Читаем How Proust Can Change Your Life полностью

These literary quotations were not simply designed to impress (though Proust did happen to feel that “one must never miss an opportunity of quoting things by others which are always more interesting than those one thinks up oneself”). Rather, they were a way of alluding to the universal implications of matricide. For Proust, we could not judge Blarenberghe’s crime as though we were wholly unrelated to its dynamics. Even if we had only forgotten to send Mother a birthday card, we would have to recognize a trace of our guilt in the death cries of Madame van Blarenberghe. “‘What have you done to me! What have you done to me!’ If we wanted to think about it,” wrote Proust, “perhaps there is no really loving mother who could not, on her dying day, and often long before, address this reproach to her son. The truth is that as we grow older, we kill all those who love us by the cares we give them, by the anxious tenderness we inspire in them and constantly arouse.”

By such efforts, a story that had seemed to deserve no more than a gruesome few lines in a news-in-brief had been integrated into the history of tragedy and mother-son relationships, its dynamics observed with the complex sympathy one would usually accord to Oedipus on stage, but consider inappropriate, even shocking, when lavished on a murderer from the morning paper.

It shows how vulnerable much of human experience is to abbreviation, how easily it can be stripped of the more obvious signposts by which we guide ourselves when ascribing importance. Much literature and drama would conceivably have proved entirely unengaging, would have said nothing to us had we first encountered its subject matter over breakfast in the form of a news-in-brief.



• Tragic end for Verona lovebirds: after mistakenly thinking his sweetheart dead, a young man took his life. Having discovered the fate of her lover, the woman killed herself in turn.

• A young mother threw herself under a train and died in Russia after domestic problems.

• A young mother took arsenic and died in a French provincial town after domestic problems.

Unfortunately, the very artistry of Shakespeare, Tolstoy, and Flaubert has the tendency to suggest that it would have been apparent even from a news-in-brief that there was something significant about Romeo, Anna, and Emma, something which would have led any right-thinking person to see that these were characters fit for great literature or a show at the Globe, whereas of course there would have been nothing to distinguish them from the somersaulting horse in Villeurbanne or the electrocuted Marcel Peigny in Aube. Hence Proust’s assertion that the greatness of works of art has nothing to do with the apparent quality of their subject matter, and everything to do with the subsequent treatment of that matter. And hence his associated claim that everything is potentially a fertile subject for art and that we can make discoveries as valuable in an advertisement for soap as in Pascal’s Pensées.

Blaise Pascal was born in 1623, and was recognized from an early age—and by more than just his proud family—to be a genius. By twelve, he had worked out the first thirty-two propositions of Euclid; he went on to invent the mathematics of probability; he measured atmospheric pressure, constructed a calculating machine, designed an omnibus, got tuberculosis, and wrote the brilliant and pessimistic series of aphorisms in defense of Christian belief known as the Pensées

.

It should come as no surprise to discover things of value in the Pensées. They are written with seductive immediacy, broaching topics of universal concern with modern succinctness. “We do not choose as captain of a ship the most highly born of those aboard,” runs one aphorism, and we can admire the dry irony of this protest against inherited privilege, which must have been so galling in the unmeritocratic society of Pascal’s day. The habit of putting people into important offices simply because they had important parents is quietly ridiculed in an analogy between statecraft and navigation: Pascal’s readers might have been intimidated and silenced by an aristocrat’s elaborate argument that he had a divine right to determine economic policy, even though he had failed to master the upper reaches of the seven-times table, but they would be unlikely to swallow a similar argument from him if he knew nothing of sailing and was proposing to take the wheel on a journey around the Cape of Good Hope.

How frothy soap looks beside this. How far we have drifted from the spiritual realm with this long-haired maiden, clutching her bosom in rapture at the thought of her toilet soap, handily kept with the necklaces in a padded jewelry box.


AIM OF THE TASK ::
Return the entries that follow exactly, with no images.

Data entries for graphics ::
▼

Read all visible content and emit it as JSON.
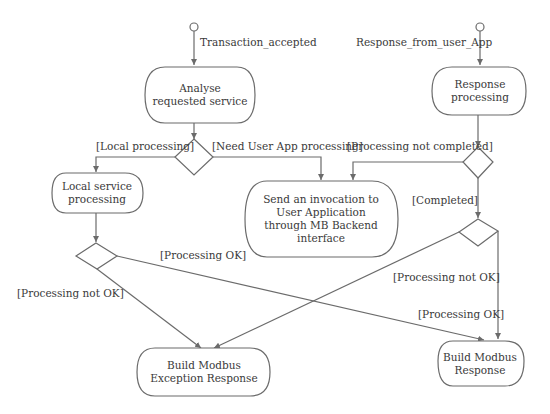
{
  "diagram": {
    "type": "activity-diagram",
    "colors": {
      "line": "#6b6b6b",
      "text": "#3a3a3a",
      "background": "#ffffff"
    },
    "start_events": [
      {
        "id": "start1",
        "label": "Transaction_accepted"
      },
      {
        "id": "start2",
        "label": "Response_from_user_App"
      }
    ],
    "activities": {
      "analyse": [
        "Analyse",
        "requested service"
      ],
      "response_processing": [
        "Response",
        "processing"
      ],
      "local_service": [
        "Local service",
        "processing"
      ],
      "send_invocation": [
        "Send an invocation to",
        "User Application",
        "through MB Backend",
        "interface"
      ],
      "build_exception": [
        "Build Modbus",
        "Exception Response"
      ],
      "build_response": [
        "Build Modbus",
        "Response"
      ]
    },
    "guards": {
      "local_processing": "[Local processing]",
      "need_user_app": "[Need User App processing]",
      "processing_not_completed": "[Processing not completed]",
      "completed": "[Completed]",
      "processing_ok_left": "[Processing OK]",
      "processing_not_ok_left": "[Processing not OK]",
      "processing_not_ok_right": "[Processing  not OK]",
      "processing_ok_right": "[Processing OK]"
    }
  }
}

▲

RESPONSE TO THE TASK ::
Read all visible content and emit it as JSON.
{
  "diagram": {
    "type": "activity-diagram",
    "colors": {
      "line": "#6b6b6b",
      "text": "#3a3a3a",
      "background": "#ffffff"
    },
    "start_events": [
      {
        "id": "start1",
        "label": "Transaction_accepted"
      },
      {
        "id": "start2",
        "label": "Response_from_user_App"
      }
    ],
    "activities": {
      "analyse": [
        "Analyse",
        "requested service"
      ],
      "response_processing": [
        "Response",
        "processing"
      ],
      "local_service": [
        "Local service",
        "processing"
      ],
      "send_invocation": [
        "Send an invocation to",
        "User Application",
        "through MB Backend",
        "interface"
      ],
      "build_exception": [
        "Build Modbus",
        "Exception Response"
      ],
      "build_response": [
        "Build Modbus",
        "Response"
      ]
    },
    "guards": {
      "local_processing": "[Local processing]",
      "need_user_app": "[Need User App processing]",
      "processing_not_completed": "[Processing not completed]",
      "completed": "[Completed]",
      "processing_ok_left": "[Processing OK]",
      "processing_not_ok_left": "[Processing not OK]",
      "processing_not_ok_right": "[Processing  not OK]",
      "processing_ok_right": "[Processing OK]"
    }
  }
}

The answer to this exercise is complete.